Simon became the favorite professional authority as well as fiery ideologue of the laisssez-faire Reagan right as in dozens of articles in the popular press, television appearances, and lectures across the country he castigated what he called "the population establishment." In the later 1980s Simon added the economics of immigration to his interests. He became an advocate of the free movement of labor and argued in The Economic Consequences of Immigration to the U.S. (1989) that anti-immigration advocates systematically overestimated the costs and underestimated the benefits of immigration to the United States.

Like most polemicists, Simon thrived on exaggeration. He endorsed often wildly speculative arguments (for example, that a larger population meant more geniuses and thus more technological innovation). He engaged in publicity stunts such as a $1,000 bet with the environmentalist Paul Ehrlich about whether the price of copper and some other raw materials would be higher or lower in five years (Simon won). When in 1986 the U.S. National Academy of Sciences published a report refuting the conventional pessimism about the impact of rapid population growth on economic development, Simon accused the authors of having pulled their punches.
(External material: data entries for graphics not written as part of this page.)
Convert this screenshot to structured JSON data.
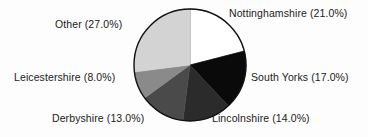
{
  "chart_data": {
    "type": "pie",
    "title": "",
    "categories": [
      "Nottinghamshire",
      "South Yorks",
      "Lincolnshire",
      "Derbyshire",
      "Leicestershire",
      "Other"
    ],
    "values": [
      21.0,
      17.0,
      14.0,
      13.0,
      8.0,
      27.0
    ],
    "units": "percent",
    "start_angle_deg": 0,
    "direction": "clockwise",
    "legend": "none",
    "grid": false,
    "labels": [
      {
        "name": "Nottinghamshire",
        "value": 21.0,
        "text": "Nottinghamshire (21.0%)",
        "color": "#ffffff"
      },
      {
        "name": "South Yorks",
        "value": 17.0,
        "text": "South Yorks (17.0%)",
        "color": "#0a0a0a"
      },
      {
        "name": "Lincolnshire",
        "value": 14.0,
        "text": "Lincolnshire (14.0%)",
        "color": "#2b2b2b"
      },
      {
        "name": "Derbyshire",
        "value": 13.0,
        "text": "Derbyshire (13.0%)",
        "color": "#4a4a4a"
      },
      {
        "name": "Leicestershire",
        "value": 8.0,
        "text": "Leicestershire (8.0%)",
        "color": "#8a8a8a"
      },
      {
        "name": "Other",
        "value": 27.0,
        "text": "Other (27.0%)",
        "color": "#d3d3d3"
      }
    ],
    "geometry": {
      "center_x": 190,
      "center_y": 65,
      "radius": 56,
      "outline_color": "#111111",
      "background": "#fdfdfd"
    }
  }
}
Will Simon's work stand the test of time? He was an excellent economist, and in his emphasis on scale effects and other nonlinearities, he anticipated much subsequent work in economic growth theory. However, nonlinearities can be used to argue against population growth as well as in favor of it. Perhaps Simon will be remembered primarily as an antidote to the gloom-and-doom excesses of the "Population Bomb" school of thought that flourished in the 1970s.

See also: Economic-Demographic Models; Immigration, Benefits and Costs of; Natural Resources and Population; Population Thought, Contemporary; Technological Change and Population Growth.

bibliography

selected works by julian l. simon.

Simon, Julian L. 1975. "The Population Establishment." In Comparative Policy Analysis, ed. R. Kenneth Godwin. Lexington, MA: Lexington Books.

——. 1977. The Economics of Population Growth. Princeton, NJ: Princeton University Press.

——. 1981. The Ultimate Resource. Princeton, NJ: Princeton University Press.

——. 1986. Theory of Population and Economic Growth. New York: Blackwell.

——. 1989. The Economic Consequences of Immigration to the U.S. New York: Blackwell.

——. 1990. Population Matters: People, Resources, Environment, and Immigration. New Brunswick, NJ: Transaction.

——. 1999. Economics against the Grain, 2 vols. Cheltenham, Eng.: Edward Elgar.

——. 1996. The Ultimate Resource 2. Princeton, NJ: Princeton University Press.

——. 2002. A Life against the Grain: The Autobiography of an Unconventional Economist, ed. Rita J. Simon. New Brunswick, NJ: Transaction.

Simon, Julian L., ed. 1995. The State of Humanity. Oxford: Blackwell.

Simon, Julian L., and Herman Kahn, eds. 1984. The Resourceful Earth: A Response to Global 2000. New York: Blackwell.